Much progress has been made with completion methods, but unless stimulation produces an extensive, micro-fractured rock face, long-term production at commercial volumes is unlikely. Different fracture methods must be developed to achieve this result with greater certainty.

Conclusions and Implications

The mainstream belief that shale plays have ensured North America an abundant supply of inexpensive natural gas is not supported by facts or results to date. The supply is real but it will come at higher cost and greater risk than is commonly assumed. The arrival of ExxonMobil and other major oil companies on the shale gas scene is positive because they will not follow the manufacturing approach, and will do the necessary science that should make shale plays more commercial. This does not, however, ensure success.

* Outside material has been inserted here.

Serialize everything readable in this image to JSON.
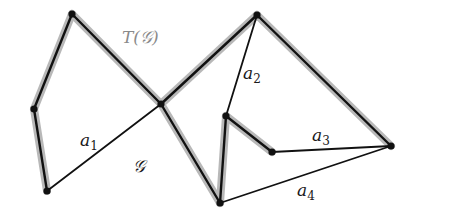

ExxonMobil has come late to the domestic shale party. They may have overvalued XTO's existing wells without fully taking high production decline rates into account. It is also possible that XTO has already drilled the best areas in more mature shale plays, while the potential of newer plays has not yet been established. It is unclear how ExxonMobil’s enormous overhead structure and its associated cost will fit with operating thousands of relatively low-rate gas wells.

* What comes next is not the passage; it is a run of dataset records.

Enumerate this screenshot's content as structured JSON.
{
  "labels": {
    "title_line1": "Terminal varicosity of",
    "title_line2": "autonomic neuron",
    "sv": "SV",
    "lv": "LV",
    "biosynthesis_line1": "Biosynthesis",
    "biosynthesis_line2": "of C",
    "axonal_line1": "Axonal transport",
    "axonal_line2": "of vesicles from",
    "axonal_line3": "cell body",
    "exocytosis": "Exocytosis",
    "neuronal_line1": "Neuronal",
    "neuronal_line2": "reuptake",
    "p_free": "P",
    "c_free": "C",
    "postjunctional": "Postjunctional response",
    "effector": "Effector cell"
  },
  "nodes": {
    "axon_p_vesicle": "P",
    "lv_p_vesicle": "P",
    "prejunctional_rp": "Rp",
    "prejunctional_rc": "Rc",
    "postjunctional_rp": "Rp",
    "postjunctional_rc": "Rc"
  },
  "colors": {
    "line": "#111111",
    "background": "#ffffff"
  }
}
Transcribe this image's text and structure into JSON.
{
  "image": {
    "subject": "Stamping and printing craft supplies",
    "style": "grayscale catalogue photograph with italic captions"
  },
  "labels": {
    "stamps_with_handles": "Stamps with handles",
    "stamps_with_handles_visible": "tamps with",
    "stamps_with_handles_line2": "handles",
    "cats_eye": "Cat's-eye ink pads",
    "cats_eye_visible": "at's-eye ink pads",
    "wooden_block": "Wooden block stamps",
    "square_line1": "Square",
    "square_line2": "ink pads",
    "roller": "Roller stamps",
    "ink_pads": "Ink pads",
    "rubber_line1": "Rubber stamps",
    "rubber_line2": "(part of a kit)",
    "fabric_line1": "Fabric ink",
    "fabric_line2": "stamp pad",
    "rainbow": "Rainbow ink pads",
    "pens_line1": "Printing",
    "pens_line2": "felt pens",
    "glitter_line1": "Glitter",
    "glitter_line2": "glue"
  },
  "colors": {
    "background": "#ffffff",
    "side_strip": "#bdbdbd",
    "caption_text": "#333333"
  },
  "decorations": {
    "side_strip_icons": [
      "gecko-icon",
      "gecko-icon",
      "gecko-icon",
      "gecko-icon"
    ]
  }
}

ExxonMobil will undoubtedly learn a lot about unconventional plays and operations from XTO staff. It may be difficult, however, to absorb these employees into the company’s culture and structure, and retain them, another indication that ExxonMobil may have paid too much. Despite the new technologies and expertise that they bring, ExxonMobil’s unconventional project in Colorado has not achieved commercial success, and the company has abandoned its Hungary play after drilling a water-producing well (Oil and Gas International, February 19, 2010). Also, environmental opposition to shale drilling and hydraulic fracturing is gaining momentum especially in the Marcellus Shale play, and the entrance of ExxonMobil will provide activist groups with a large and familiar target.

Shale gas plays will, nonetheless, become a permanent and important part of the E&P landscape. ExxonMobil’s acquisition of XTO Energy was based on a deliberate and conscientious evaluation of remaining resource potential in North American basins. Instead of viewing the XTO acquisition as a validation of shale plays, it should be seen as a repudiation of the wasteful manufacturing approach that has characterized these plays thus far.

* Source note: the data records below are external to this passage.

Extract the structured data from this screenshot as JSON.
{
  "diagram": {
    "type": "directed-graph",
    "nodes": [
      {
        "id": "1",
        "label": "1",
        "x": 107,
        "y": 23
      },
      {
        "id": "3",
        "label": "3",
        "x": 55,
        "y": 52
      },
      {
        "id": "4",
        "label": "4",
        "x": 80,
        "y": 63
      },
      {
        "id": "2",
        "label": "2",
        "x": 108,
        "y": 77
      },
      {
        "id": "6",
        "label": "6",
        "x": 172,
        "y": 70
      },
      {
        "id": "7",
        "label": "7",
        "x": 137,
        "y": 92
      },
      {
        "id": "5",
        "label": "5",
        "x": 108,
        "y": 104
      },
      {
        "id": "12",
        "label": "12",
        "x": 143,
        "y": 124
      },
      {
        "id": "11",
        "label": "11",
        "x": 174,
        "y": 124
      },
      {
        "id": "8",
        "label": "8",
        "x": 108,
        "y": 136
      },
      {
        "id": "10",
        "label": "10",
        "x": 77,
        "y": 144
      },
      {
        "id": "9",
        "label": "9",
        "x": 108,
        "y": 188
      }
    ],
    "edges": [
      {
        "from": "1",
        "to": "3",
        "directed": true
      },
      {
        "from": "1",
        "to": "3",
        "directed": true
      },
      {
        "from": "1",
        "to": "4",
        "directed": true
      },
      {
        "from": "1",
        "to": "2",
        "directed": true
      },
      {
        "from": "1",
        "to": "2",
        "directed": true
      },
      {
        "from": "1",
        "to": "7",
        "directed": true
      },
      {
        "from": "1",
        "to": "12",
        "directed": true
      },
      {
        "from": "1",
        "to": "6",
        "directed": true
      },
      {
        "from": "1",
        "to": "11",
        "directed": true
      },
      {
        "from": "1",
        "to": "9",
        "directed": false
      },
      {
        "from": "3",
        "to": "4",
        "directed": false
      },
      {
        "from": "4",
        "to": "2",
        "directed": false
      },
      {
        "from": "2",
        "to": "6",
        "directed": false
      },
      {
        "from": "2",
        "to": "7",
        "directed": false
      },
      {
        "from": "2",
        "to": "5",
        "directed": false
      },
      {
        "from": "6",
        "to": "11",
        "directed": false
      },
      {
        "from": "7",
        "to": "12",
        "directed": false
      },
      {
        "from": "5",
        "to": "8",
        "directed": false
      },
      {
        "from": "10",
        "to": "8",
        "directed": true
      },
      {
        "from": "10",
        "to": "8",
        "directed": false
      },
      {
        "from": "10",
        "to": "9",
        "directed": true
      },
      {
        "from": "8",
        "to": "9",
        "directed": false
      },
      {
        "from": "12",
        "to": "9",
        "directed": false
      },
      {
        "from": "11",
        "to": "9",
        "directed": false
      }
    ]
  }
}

I believe that ExxonMobil understands the technical risks and uncertainties in these plays, and has made realistic projections of reserves and costs. ExxonMobil’s bet is that efficiency, science and technology will result in commercial success. They bring abundant capital and little debt to plays that have been dominated thus far by highly leveraged companies. Inherent in their assessment is the belief that demand will grow and gas prices will rise eventually to meet the marginal cost of production. It not clear that they fully appreciate the business risks that arise from competitors who will over-produce and keep prices low as long as an undisciplined capital market continues to provide them with money.

References

Berman, A. E., 2008, Winners Curse: The end of exploration for ExxonMobil: World Oil, v. 229, no. 4, p. 23-24.

Clanton, B., Exxon Mobil says it’s not forsaking oil for natural gas: Houston Chronicle, February 2, 2010.>http://ccbn.10kwizard.com/xml/download.php?repo=tenk&ipage=6726758&forma....

Gold, R, 2009, Exxon Shale-Gas Find Looks Big: Wall Street Journal (July 13, 2009):>http://www.oilandglory.com/2009/07/exxon-chase-for-reserves-and-oil-sand...

Oil and Gas International, February 19, 2010, ExxonMobil & MOL quit Falcon JV in Hungary.

POTENTIAL GAS COMMITTEE REPORTS UNPRECEDENTED INCREASE IN MAGNITUDE OF U.S. NATURAL GAS RESOURCE BASE, June 2009: Colorado School of Mines: http://www.mines.edu/Potential-Gas-Committee-reports-unprecedented-incre...

Sanke, P., D.T. Clark and M. Silvio, February 1, 2010, ExxonMobil: The Big Unit’s growth acceleration: Deutsche Bank Global Markets Research Company.